Don’t come near me, thinks the wounded and broken Griffith (Kevin T. Collins) as Guts (Marc Diraison) races after him. If you come close to me, if you so much as touch my shoulder, we’ll never… The thought trails off as apocalypse engulfs the world around them, Griffith’s dream of ascension to godhood claiming the lives of his followers and boon companions in a Boschian orgy of violence. What path is so unthinkable to Griffith that the destruction of everything he holds dear is preferable to so much as voicing it? It’s not hard to guess. From the moment the elfin, silver-haired commander of the Band of the Hawk holds a bested Guts at swordpoint and declares “You’re mine”, the show’s subtext is as plain as day. The two men love each other, revolve around one another, come together and fly apart again and again like the magnetic miniature lord and lady offered as a childish courtship gift to Griffith by the Princess Charlotte. Later, Griffith will destroy his own ambitions of kingship by forcing himself on Charlotte after Guts defeats him in a duel and leaves his command to pursue his own destiny.

It isn’t the last time Griffith assaults a woman to prove Guts means nothing to him, that Guts belongs to him. In the bowels of Hell, beneath the eyes of the God Hand and among the butchered remain of their comrades in arms, the revivified Griffith, christened “Femto”, rapes Casca (Carrie Keranen), who spent a decade or more of her life harboring unrequited feelings for him before finally falling in love with Guts. Seeing the two of them together after his rescue from the castle dungeon triggers the final collapse which leads to his embrace of the Eclipse, but when he takes his vengeance Casca, as always, in spite of the show’s care and the care taken in Kentaro Miura’s original manga to portray her as a full and complex human, is only an instrument between them. He rapes her because to rape Guts is unthinkable to him, a path even his demented mind can’t walk, or even contemplate. Yet it’s Guts’ eyes he holds as he violates Casca, Guts who occupies his final human thoughts, Guts alone who ever drew his focus from the singular and monstrous destiny he has coveted since childhood.

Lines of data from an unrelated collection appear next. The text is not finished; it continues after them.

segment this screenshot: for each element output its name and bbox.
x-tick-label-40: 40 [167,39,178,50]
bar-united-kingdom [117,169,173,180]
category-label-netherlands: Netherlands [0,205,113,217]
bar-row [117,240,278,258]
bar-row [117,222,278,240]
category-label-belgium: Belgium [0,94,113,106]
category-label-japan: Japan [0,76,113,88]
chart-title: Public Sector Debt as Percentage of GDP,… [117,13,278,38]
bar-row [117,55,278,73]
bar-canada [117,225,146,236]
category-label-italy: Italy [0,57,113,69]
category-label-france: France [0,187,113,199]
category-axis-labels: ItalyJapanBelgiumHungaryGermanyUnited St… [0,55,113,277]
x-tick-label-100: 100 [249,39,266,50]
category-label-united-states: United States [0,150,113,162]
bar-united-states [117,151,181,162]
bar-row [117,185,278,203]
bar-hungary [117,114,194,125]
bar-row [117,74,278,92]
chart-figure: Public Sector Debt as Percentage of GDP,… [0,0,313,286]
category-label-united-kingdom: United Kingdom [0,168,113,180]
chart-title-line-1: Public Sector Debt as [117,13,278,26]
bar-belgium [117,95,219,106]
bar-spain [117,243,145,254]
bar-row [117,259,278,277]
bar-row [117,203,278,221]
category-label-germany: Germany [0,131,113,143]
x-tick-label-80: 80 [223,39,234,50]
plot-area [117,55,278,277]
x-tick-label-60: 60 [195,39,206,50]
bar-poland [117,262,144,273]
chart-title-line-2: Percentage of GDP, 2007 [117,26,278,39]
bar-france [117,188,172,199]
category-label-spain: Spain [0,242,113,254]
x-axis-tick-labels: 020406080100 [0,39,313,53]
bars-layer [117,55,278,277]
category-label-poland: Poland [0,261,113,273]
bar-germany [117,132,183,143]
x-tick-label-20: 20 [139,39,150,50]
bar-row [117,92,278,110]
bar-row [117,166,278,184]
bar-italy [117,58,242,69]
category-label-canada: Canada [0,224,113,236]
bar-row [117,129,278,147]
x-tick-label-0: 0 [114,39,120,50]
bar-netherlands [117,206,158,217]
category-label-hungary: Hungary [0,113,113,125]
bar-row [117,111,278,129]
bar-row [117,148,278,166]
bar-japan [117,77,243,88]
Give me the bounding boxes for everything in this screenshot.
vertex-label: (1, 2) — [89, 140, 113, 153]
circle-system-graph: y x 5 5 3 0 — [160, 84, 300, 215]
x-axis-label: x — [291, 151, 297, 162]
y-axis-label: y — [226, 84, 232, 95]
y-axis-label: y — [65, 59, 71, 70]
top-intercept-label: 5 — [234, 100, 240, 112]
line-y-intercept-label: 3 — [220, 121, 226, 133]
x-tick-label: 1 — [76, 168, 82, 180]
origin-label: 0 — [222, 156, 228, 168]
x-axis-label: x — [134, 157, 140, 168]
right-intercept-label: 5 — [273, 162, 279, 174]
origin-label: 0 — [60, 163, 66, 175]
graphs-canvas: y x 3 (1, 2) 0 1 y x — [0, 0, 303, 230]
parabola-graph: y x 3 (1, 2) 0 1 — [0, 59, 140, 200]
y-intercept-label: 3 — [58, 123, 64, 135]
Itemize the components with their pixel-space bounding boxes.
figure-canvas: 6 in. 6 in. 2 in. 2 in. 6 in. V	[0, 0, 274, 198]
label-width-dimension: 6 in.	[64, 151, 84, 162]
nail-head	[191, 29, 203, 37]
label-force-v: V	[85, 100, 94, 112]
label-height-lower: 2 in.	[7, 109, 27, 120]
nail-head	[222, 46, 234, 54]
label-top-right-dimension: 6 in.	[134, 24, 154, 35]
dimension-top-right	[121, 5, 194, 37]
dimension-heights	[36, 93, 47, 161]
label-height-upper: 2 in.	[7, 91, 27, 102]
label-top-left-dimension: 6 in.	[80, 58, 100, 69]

Griffith’s sole textual homosexual assignation and its aftermath lend additional weight to the nature of his feelings for his lieutenant. In his younger days Griffith performs sexual favors for the pedophilic and ephebophilic governor Gennon in exchange for funding to expand and equip the Band of the Hawk. Gennon harbors projected feelings for Griffith when they meet again years later, and even thinks Griffith might spare him for the sake of their past relations. It’s the sole point in the series at which Griffith verbally expresses upset or disgust. He rebukes Gennon for making such “vile claims” before murdering him in cold blood. The line between these two nexuses of homosexual feeling charts a devastating course for Griffith and his fellow adventurers, tarnishing and rendering impossible his love for Guts before he ever meets the man. Berserk suffers from many issues, from the occasional thinness of its Medieval setting to the quality constraints imposed on its animation by budgetary and scheduling concerns, but the sophistication of its handling of queer desire and rage, in making a man who would rather destroy the world than admit he longs for the kisses and caresses of his true love not just believable but inevitable cements it to this day as a classic of dark fantasy.